Apple could be bringing a smart home display in 2026
Apple has been oddly quiet in the smart home space for a long time. While Amazon and Google have been filling houses with Echo Shows and Nest Hubs for years, Apple fans have been stuck with the HomePod, which does not even have a screen. That looks like it is about to change in a big way. Supply chain leaks and code found inside iOS 26 are pointing to a major Spring Event in March 2026 that will center around one product: the HomePad.
Apple will bring not one, but two different devices
Apple is not just launching one smart home display. According to the latest reports for 2026, the company is working on two separate versions that serve different purposes. The first one, code named J490, is being called the tabletop HomePad. Think of it as a 7 inch square display sitting on top of a speaker base that looks like someone flattened a HomePod mini. This is the device you would put on your kitchen counter or nightstand, somewhere you can easily see and interact with it while you are moving around the house.
The second version, code named J491, is completely different. This one is designed to be wall mounted, working more like a digital control panel for your entire home. It is slim and iPad-like, and it attaches magnetically to walls. Imagine walking up to your hallway and seeing a sleek display that controls your lights, thermostat, security cameras, and everything else in your house. That is what the J491 is meant to be.
Both devices are rumored to run on the A18 chip, which is the same processor that powers the latest iPhones. That kind of power is not just for show. Apple needs that processing capability to handle Apple Intelligence features and the high quality video processing required for FaceTime calls. Having a chip that powerful in a home display suggests Apple is planning to do things that go way beyond what current smart displays can handle.

A new operating system to help run your home
The hardware is interesting, but the software might be even more important. The Spring Event will likely introduce homeOS, which is a completely new operating system designed specifically for smart home displays. This is not just a modified version of iPadOS or iOS. Apple has built this from the ground up with a focus on widgets and something they are calling presence awareness.
The proximity awareness feature is particularly clever. The HomePad uses an ultra wide camera to detect how far away you are from the screen. If you are standing 10 feet back, it shows you a large clock or maybe the weather. Walk closer, and the display automatically switches to show your morning calendar, thermostat controls, or whatever else makes sense for you to interact with at that distance. The idea is that the screen adapts to how you are using it rather than forcing you to always navigate through menus.
The multi user Face ID feature is another first for shared home devices. The HomePad can recognize different people’s faces and instantly switch to show their personal information. If you look at it, you see your messages, calendar, and reminders. If your partner walks up and looks at it, the screen switches to their profile with their information. This solves one of the biggest problems with shared smart displays, which is that everyone currently sees the same thing or has to manually switch accounts.

Siri had to evolve in order to bring these devices to life
Here is the real reason this product apparently got delayed from 2025 to 2026. Apple needed to get Siri right. The new version of Siri running on the HomePad is powered by large language models, which is the same technology behind ChatGPT and other AI assistants. This is not the Siri that gets confused when you ask it anything complicated. This is Siri 2.0, and it can understand context and intent in ways the current version cannot.
On the HomePad, you will be able to say something like “Siri, make the living room look like movie night,” and it will understand what you mean. It could dim the lights, close your smart blinds, turn on the Apple TV, and adjust the thermostat, all from one command. No more creating complicated automation rules or repeating yourself three times because Siri did not understand. The assistant can figure out what you want and make it happen.
This is the kind of functionality that requires serious processing power, which is why the A18 chip makes sense. Apple Intelligence features need that horsepower to run locally on the device rather than sending everything to the cloud. That also fits with Apple’s privacy focus, since your voice commands and personal information stay on your device instead of being processed on remote servers.

How much will these devices cost and when you can buy them
The pricing rumors put the HomePad at around $350 to start. That is definitely more expensive than a basic Echo Show, which you can often find for under $100 during sales. Apple is betting that people will pay a premium for better privacy, tighter integration with their iPhones and other Apple devices, and features like Secure Video for their home security cameras. Whether enough people agree with that value proposition to make the HomePad successful remains to be seen.
The timing lines up with Apple’s 50th anniversary year. The company has always been selective about which product categories it enters, and it looks like 2026 is finally the year they are ready to seriously compete in the smart home display market. A March launch would give them the spring and summer to build momentum before the holiday shopping season, which is when most people buy smart home devices.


- _WHAT YOU ARE ASKED TO DO_
Look below. Copy each line that has "rear" in it.

- _RECORDS PROVIDED_
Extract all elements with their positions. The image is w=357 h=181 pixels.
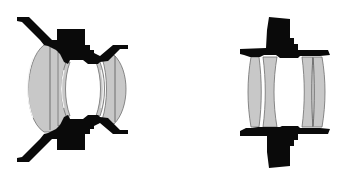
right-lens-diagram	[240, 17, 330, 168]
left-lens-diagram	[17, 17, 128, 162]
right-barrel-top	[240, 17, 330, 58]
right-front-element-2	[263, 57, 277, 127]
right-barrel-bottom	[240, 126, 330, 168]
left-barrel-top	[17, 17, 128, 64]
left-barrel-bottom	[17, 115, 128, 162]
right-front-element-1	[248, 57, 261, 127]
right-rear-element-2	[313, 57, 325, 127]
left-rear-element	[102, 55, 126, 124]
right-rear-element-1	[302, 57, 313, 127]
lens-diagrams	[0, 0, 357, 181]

- _EXERCISE RESPONSE_
right-rear-element-2	[313, 57, 325, 127]
left-rear-element	[102, 55, 126, 124]
right-rear-element-1	[302, 57, 313, 127]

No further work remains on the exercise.